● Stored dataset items
• • •
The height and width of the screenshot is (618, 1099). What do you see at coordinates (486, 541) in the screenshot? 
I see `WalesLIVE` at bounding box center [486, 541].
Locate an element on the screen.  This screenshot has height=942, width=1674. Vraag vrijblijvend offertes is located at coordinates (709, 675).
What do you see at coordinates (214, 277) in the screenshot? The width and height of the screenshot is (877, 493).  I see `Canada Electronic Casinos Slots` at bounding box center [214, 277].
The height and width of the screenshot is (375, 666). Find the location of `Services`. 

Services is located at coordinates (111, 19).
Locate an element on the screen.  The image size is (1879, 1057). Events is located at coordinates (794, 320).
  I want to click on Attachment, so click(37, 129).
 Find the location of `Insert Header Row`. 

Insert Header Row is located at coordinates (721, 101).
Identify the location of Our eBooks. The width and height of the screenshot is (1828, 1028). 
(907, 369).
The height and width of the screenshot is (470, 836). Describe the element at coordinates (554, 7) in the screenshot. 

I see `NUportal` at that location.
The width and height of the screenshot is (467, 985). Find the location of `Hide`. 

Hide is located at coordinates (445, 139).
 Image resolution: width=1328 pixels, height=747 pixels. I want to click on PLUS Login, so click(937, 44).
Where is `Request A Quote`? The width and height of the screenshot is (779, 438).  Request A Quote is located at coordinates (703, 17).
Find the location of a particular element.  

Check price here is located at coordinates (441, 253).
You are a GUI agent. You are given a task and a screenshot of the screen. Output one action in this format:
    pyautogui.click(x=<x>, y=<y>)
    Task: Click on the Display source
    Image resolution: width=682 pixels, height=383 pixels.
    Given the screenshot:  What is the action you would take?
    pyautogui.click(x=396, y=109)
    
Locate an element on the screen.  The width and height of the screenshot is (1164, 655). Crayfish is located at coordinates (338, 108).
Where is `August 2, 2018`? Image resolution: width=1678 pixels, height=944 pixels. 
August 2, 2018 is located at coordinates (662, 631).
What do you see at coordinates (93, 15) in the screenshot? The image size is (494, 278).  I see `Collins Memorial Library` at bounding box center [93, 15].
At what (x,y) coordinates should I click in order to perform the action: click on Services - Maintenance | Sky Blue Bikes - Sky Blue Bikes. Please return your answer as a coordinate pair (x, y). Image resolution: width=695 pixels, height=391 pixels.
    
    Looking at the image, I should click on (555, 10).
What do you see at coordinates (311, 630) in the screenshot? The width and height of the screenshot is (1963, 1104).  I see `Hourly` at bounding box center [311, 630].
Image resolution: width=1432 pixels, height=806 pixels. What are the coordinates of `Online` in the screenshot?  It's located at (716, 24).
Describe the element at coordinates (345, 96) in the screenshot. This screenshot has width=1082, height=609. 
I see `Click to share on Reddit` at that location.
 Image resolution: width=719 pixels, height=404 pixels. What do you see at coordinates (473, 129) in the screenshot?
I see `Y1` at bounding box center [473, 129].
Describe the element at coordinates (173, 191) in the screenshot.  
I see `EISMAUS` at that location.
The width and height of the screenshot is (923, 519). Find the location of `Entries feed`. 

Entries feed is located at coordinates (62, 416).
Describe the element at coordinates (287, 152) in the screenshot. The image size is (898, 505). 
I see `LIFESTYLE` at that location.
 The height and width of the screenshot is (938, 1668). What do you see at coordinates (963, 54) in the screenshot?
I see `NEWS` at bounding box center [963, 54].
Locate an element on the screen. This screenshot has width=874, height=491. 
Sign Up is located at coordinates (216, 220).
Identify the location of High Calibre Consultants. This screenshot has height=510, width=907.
• • •
● Prompt
Copy out the records above without altering anything.

● Reply to the exercise
The height and width of the screenshot is (618, 1099). What do you see at coordinates (486, 541) in the screenshot? 
I see `WalesLIVE` at bounding box center [486, 541].
Locate an element on the screen.  This screenshot has height=942, width=1674. Vraag vrijblijvend offertes is located at coordinates (709, 675).
What do you see at coordinates (214, 277) in the screenshot? The width and height of the screenshot is (877, 493).  I see `Canada Electronic Casinos Slots` at bounding box center [214, 277].
The height and width of the screenshot is (375, 666). Find the location of `Services`. 

Services is located at coordinates (111, 19).
Locate an element on the screen.  The image size is (1879, 1057). Events is located at coordinates (794, 320).
  I want to click on Attachment, so click(37, 129).
 Find the location of `Insert Header Row`. 

Insert Header Row is located at coordinates (721, 101).
Identify the location of Our eBooks. The width and height of the screenshot is (1828, 1028). 
(907, 369).
The height and width of the screenshot is (470, 836). Describe the element at coordinates (554, 7) in the screenshot. 

I see `NUportal` at that location.
The width and height of the screenshot is (467, 985). Find the location of `Hide`. 

Hide is located at coordinates (445, 139).
 Image resolution: width=1328 pixels, height=747 pixels. I want to click on PLUS Login, so click(937, 44).
Where is `Request A Quote`? The width and height of the screenshot is (779, 438).  Request A Quote is located at coordinates (703, 17).
Find the location of a particular element.  

Check price here is located at coordinates (441, 253).
You are a GUI agent. You are given a task and a screenshot of the screen. Output one action in this format:
    pyautogui.click(x=<x>, y=<y>)
    Task: Click on the Display source
    Image resolution: width=682 pixels, height=383 pixels.
    Given the screenshot:  What is the action you would take?
    pyautogui.click(x=396, y=109)
    
Locate an element on the screen.  The width and height of the screenshot is (1164, 655). Crayfish is located at coordinates (338, 108).
Where is `August 2, 2018`? Image resolution: width=1678 pixels, height=944 pixels. 
August 2, 2018 is located at coordinates (662, 631).
What do you see at coordinates (93, 15) in the screenshot? The image size is (494, 278).  I see `Collins Memorial Library` at bounding box center [93, 15].
At what (x,y) coordinates should I click in order to perform the action: click on Services - Maintenance | Sky Blue Bikes - Sky Blue Bikes. Please return your answer as a coordinate pair (x, y). Image resolution: width=695 pixels, height=391 pixels.
    
    Looking at the image, I should click on (555, 10).
What do you see at coordinates (311, 630) in the screenshot? The width and height of the screenshot is (1963, 1104).  I see `Hourly` at bounding box center [311, 630].
Image resolution: width=1432 pixels, height=806 pixels. What are the coordinates of `Online` in the screenshot?  It's located at (716, 24).
Describe the element at coordinates (345, 96) in the screenshot. This screenshot has width=1082, height=609. 
I see `Click to share on Reddit` at that location.
 Image resolution: width=719 pixels, height=404 pixels. What do you see at coordinates (473, 129) in the screenshot?
I see `Y1` at bounding box center [473, 129].
Describe the element at coordinates (173, 191) in the screenshot.  
I see `EISMAUS` at that location.
The width and height of the screenshot is (923, 519). Find the location of `Entries feed`. 

Entries feed is located at coordinates (62, 416).
Describe the element at coordinates (287, 152) in the screenshot. The image size is (898, 505). 
I see `LIFESTYLE` at that location.
 The height and width of the screenshot is (938, 1668). What do you see at coordinates (963, 54) in the screenshot?
I see `NEWS` at bounding box center [963, 54].
Locate an element on the screen. This screenshot has width=874, height=491. 
Sign Up is located at coordinates (216, 220).
Identify the location of High Calibre Consultants. This screenshot has height=510, width=907.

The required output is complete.